Hmm, I wonder if a simpler room-temp alternative would be to fill a low-infill print with 2-part resin. In a way that would be a bit like casting, except you wouldn't ever remove "the mold".
I came across a method of printing that attempts to make the extrusion of two adjacent layers overlap each other by 50%, with the goal of creating stronger layer adhesion. They called it HexWAM and it seemed more likely to work than this one. There were also some test prints available. The website with the full description seems to be down and archive.org unfortunately didn't get the images. Incidentally the person doing this also had an Ender 3, so OP may be able to try out their gcode example directly.

https://www.printables.com/model/438863-supper-strong-layers...

https://www.printables.com/model/437584-qualitative-layer-ad...

https://web.archive.org/web/20251008223152/https://bcarvercr...

I doubt that filling a long thin channel will ever work. The heat + pressure will always collapse the thin infill walls.

In general infills does not provide much strength to a part, it is way better to have stronger walls.

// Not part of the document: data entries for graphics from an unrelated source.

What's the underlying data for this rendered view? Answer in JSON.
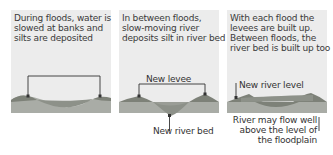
{
  "panels": [
    {
      "caption": "During floods, water is slowed at banks and silts are deposited"
    },
    {
      "caption": "In between floods, slow-moving river deposits silt in river bed",
      "labels": {
        "levee": "New levee",
        "river_bed": "New river bed"
      }
    },
    {
      "caption": "With each flood the levees are built up. Between floods, the river bed is built up too",
      "labels": {
        "river_level": "New river level",
        "flow_above": "River may flow well above the level of the floodplain"
      }
    }
  ],
  "colors": {
    "panel_bg": "#ececec",
    "ground": "#a9aca6",
    "levee": "#7d8178",
    "river": "#8d9189",
    "line": "#333333"
  }
}
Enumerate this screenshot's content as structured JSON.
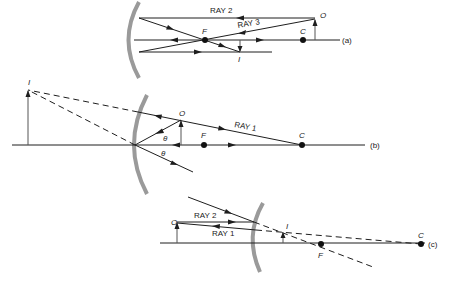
{
  "figure": {
    "panels": [
      {
        "id": "a",
        "tag": "(a)",
        "mirror": "concave",
        "labels": {
          "ray2": "RAY 2",
          "ray3": "RAY 3",
          "object": "O",
          "focal": "F",
          "center": "C",
          "image": "I"
        }
      },
      {
        "id": "b",
        "tag": "(b)",
        "mirror": "concave",
        "labels": {
          "ray1": "RAY 1",
          "object": "O",
          "focal": "F",
          "center": "C",
          "image": "I",
          "angle1": "θ",
          "angle2": "θ"
        }
      },
      {
        "id": "c",
        "tag": "(c)",
        "mirror": "convex",
        "labels": {
          "ray1": "RAY 1",
          "ray2": "RAY 2",
          "object": "O",
          "focal": "F",
          "center": "C",
          "image": "I"
        }
      }
    ],
    "colors": {
      "line": "#1e1e1e",
      "mirror": "#9a9a9a",
      "background": "#ffffff"
    }
  }
}
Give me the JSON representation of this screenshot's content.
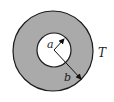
{
  "diagram": {
    "type": "annulus",
    "labels": {
      "inner_radius": "a",
      "outer_radius": "b",
      "region": "T"
    },
    "colors": {
      "ring_fill": "#aaaaaa",
      "stroke": "#1a1a1a",
      "inner_fill": "#ffffff"
    }
  }
}
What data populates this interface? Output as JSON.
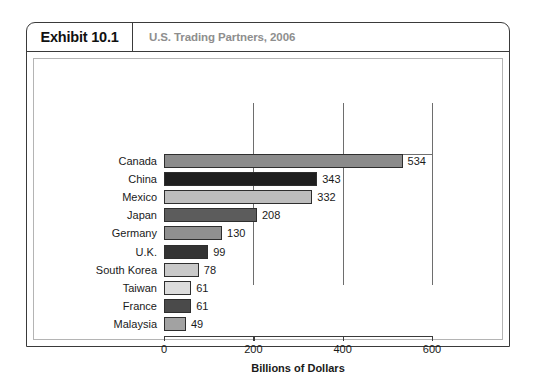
{
  "exhibit": {
    "number": "Exhibit 10.1",
    "title": "U.S. Trading Partners, 2006"
  },
  "chart_data": {
    "type": "bar",
    "orientation": "horizontal",
    "title": "U.S. Trading Partners, 2006",
    "xlabel": "Billions of Dollars",
    "ylabel": "",
    "xlim": [
      0,
      600
    ],
    "xticks": [
      0,
      200,
      400,
      600
    ],
    "xtick_labels": [
      "0",
      "200",
      "400",
      "600"
    ],
    "grid": true,
    "legend": "none",
    "categories": [
      "Canada",
      "China",
      "Mexico",
      "Japan",
      "Germany",
      "U.K.",
      "South Korea",
      "Taiwan",
      "France",
      "Malaysia"
    ],
    "values": [
      534,
      343,
      332,
      208,
      130,
      99,
      78,
      61,
      61,
      49
    ],
    "value_labels": [
      "534",
      "343",
      "332",
      "208",
      "130",
      "99",
      "78",
      "61",
      "61",
      "49"
    ],
    "bar_colors": [
      "#8b8b8b",
      "#1f1f1f",
      "#bdbdbd",
      "#5c5c5c",
      "#909090",
      "#333333",
      "#c9c9c9",
      "#dcdcdc",
      "#4a4a4a",
      "#a2a2a2"
    ],
    "bar_border_color": "#2e2e2e"
  },
  "colors": {
    "frame": "#3a3a3a",
    "inner_frame": "#b4b4b4",
    "subtitle": "#8e8e8e",
    "gridline": "#6e6e6e",
    "text": "#1a1a1a"
  }
}
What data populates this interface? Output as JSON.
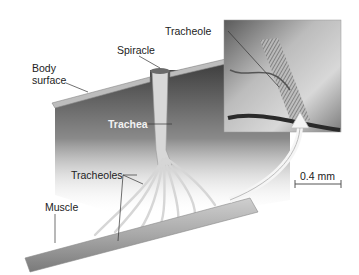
{
  "figure": {
    "labels": {
      "body_surface": "Body\nsurface",
      "body_surface_line1": "Body",
      "body_surface_line2": "surface",
      "spiracle": "Spiracle",
      "trachea": "Trachea",
      "tracheoles": "Tracheoles",
      "muscle": "Muscle",
      "tracheole": "Tracheole"
    },
    "scale_bar": {
      "label": "0.4 mm"
    },
    "inset": {
      "type": "micrograph",
      "caption_label": "Tracheole"
    },
    "colors": {
      "tissue_dark": "#3a3a3a",
      "tissue_light": "#bdbdbd",
      "tube": "#d9d9d9",
      "label_text": "#222222"
    }
  }
}
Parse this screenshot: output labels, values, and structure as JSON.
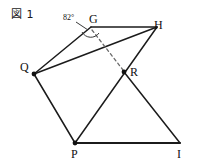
{
  "figure": {
    "caption": "図 1",
    "stroke_color": "#1b1b1b",
    "dash_color": "#6b6b6b",
    "background_color": "#ffffff",
    "width": 200,
    "height": 165
  },
  "angles": [
    {
      "id": "angle-at-G",
      "label": "82°",
      "value": 82,
      "unit": "degrees",
      "vertex": "G"
    }
  ],
  "points": [
    {
      "id": "G",
      "label": "G",
      "x": 91,
      "y": 27,
      "marker": false
    },
    {
      "id": "H",
      "label": "H",
      "x": 157,
      "y": 27,
      "marker": false
    },
    {
      "id": "Q",
      "label": "Q",
      "x": 34,
      "y": 74,
      "marker": true
    },
    {
      "id": "R",
      "label": "R",
      "x": 124,
      "y": 72,
      "marker": true
    },
    {
      "id": "P",
      "label": "P",
      "x": 75,
      "y": 143,
      "marker": true
    },
    {
      "id": "I",
      "label": "I",
      "x": 180,
      "y": 143,
      "marker": false
    }
  ],
  "segments": [
    {
      "id": "Q-G",
      "from": "Q",
      "to": "G",
      "style": "solid"
    },
    {
      "id": "G-H",
      "from": "G",
      "to": "H",
      "style": "solid"
    },
    {
      "id": "Q-H",
      "from": "Q",
      "to": "H",
      "style": "solid"
    },
    {
      "id": "Q-P",
      "from": "Q",
      "to": "P",
      "style": "solid"
    },
    {
      "id": "P-H",
      "from": "P",
      "to": "H",
      "style": "solid"
    },
    {
      "id": "R-I",
      "from": "R",
      "to": "I",
      "style": "solid"
    },
    {
      "id": "P-I",
      "from": "P",
      "to": "I",
      "style": "solid"
    },
    {
      "id": "G-R",
      "from": "G",
      "to": "R",
      "style": "dashed"
    }
  ]
}
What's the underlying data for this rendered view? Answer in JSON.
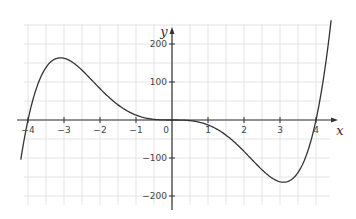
{
  "chart_data": {
    "type": "line",
    "title": "",
    "xlabel": "x",
    "ylabel": "y",
    "xlim": [
      -4.2,
      4.5
    ],
    "ylim": [
      -220,
      260
    ],
    "grid": true,
    "x_ticks": [
      -4,
      -3,
      -2,
      -1,
      0,
      1,
      2,
      3,
      4
    ],
    "x_tick_labels": [
      "-4",
      "-3",
      "-2",
      "-1",
      "0",
      "1",
      "2",
      "3",
      "4"
    ],
    "y_ticks": [
      -200,
      -100,
      100,
      200
    ],
    "y_tick_labels": [
      "-200",
      "-100",
      "100",
      "200"
    ],
    "series": [
      {
        "name": "f(x)",
        "description": "Quintic curve with roots at -4, 0 (flat inflection), 4; local max ~160 at x=-3; local min ~-165 at x=3",
        "x": [
          -4.2,
          -4.0,
          -3.5,
          -3.0,
          -2.5,
          -2.0,
          -1.5,
          -1.0,
          -0.5,
          0,
          0.5,
          1.0,
          1.5,
          2.0,
          2.5,
          3.0,
          3.5,
          4.0,
          4.2,
          4.4
        ],
        "values": [
          -148,
          0,
          138,
          163,
          132,
          83,
          38,
          13,
          1.7,
          0,
          -1.7,
          -13,
          -38,
          -83,
          -132,
          -163,
          -138,
          0,
          148,
          237
        ],
        "color": "#333333"
      }
    ],
    "annotations": [],
    "legend": null
  },
  "plot": {
    "origin_px": [
      172,
      120
    ],
    "px_per_x_unit": 36,
    "px_per_y_unit": 0.38,
    "grid_color": "#e4e4e4",
    "axis_color": "#333333",
    "curve_color": "#333333"
  },
  "labels": {
    "x_axis": "x",
    "y_axis": "y",
    "origin": "0"
  }
}
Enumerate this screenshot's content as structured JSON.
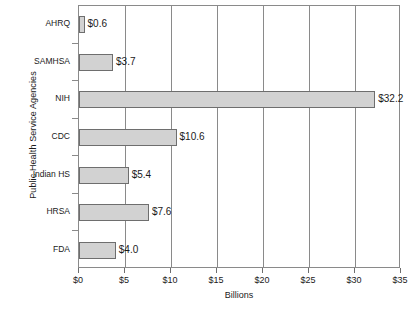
{
  "chart_data": {
    "type": "bar",
    "orientation": "horizontal",
    "title": "",
    "xlabel": "Billions",
    "ylabel": "Public Health Service Agencies",
    "categories": [
      "AHRQ",
      "SAMHSA",
      "NIH",
      "CDC",
      "Indian HS",
      "HRSA",
      "FDA"
    ],
    "values": [
      0.6,
      3.7,
      32.2,
      10.6,
      5.4,
      7.6,
      4.0
    ],
    "data_labels": [
      "$0.6",
      "$3.7",
      "$32.2",
      "$10.6",
      "$5.4",
      "$7.6",
      "$4.0"
    ],
    "xlim": [
      0,
      35
    ],
    "xticks": [
      0,
      5,
      10,
      15,
      20,
      25,
      30,
      35
    ],
    "xtick_labels": [
      "$0",
      "$5",
      "$10",
      "$15",
      "$20",
      "$25",
      "$30",
      "$35"
    ],
    "grid": "vertical",
    "legend": "none",
    "bar_fill_color": "#d2d2d2",
    "bar_border_color": "#6e6e6e",
    "axis_color": "#8a8a8a",
    "background_color": "#ffffff"
  }
}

And z-direction does not need to be more stable than the other directions so there is no need for long continuous strands anyway.

Maybe it would work better with smaller, less tall, slots at the inside of the walls.

Lets say 2-3 layer heights tall, continuously filled slots, which are then interleaved with each other. More like bricks less like columns. The outer wall layers would provide stability to prevent collapse. And over spill or bulging would occur towards the inside of the part.

This re-thinks the entire 3D printing paradigm. Whether this specific idea works or not, I'm sure that this will lead 3D printing research in interesting directions - and the defensive publication is a massive help.
Thank you!

A lot of people here took issue with the crappy docs. My mistake, I barely spent any time on them.

The reason this "came out of nowhere" is because I was working on it in secret for a long time. So that patent trolls couldn't screw the 3DP community yet again.

I do quite a bit of 3d printing of functional parts and am trying to understand how this would fundamentally differ from printing at 100% infill? What type of part requirements are causing failures when something is just solid? Just curious what problem space this is targeting?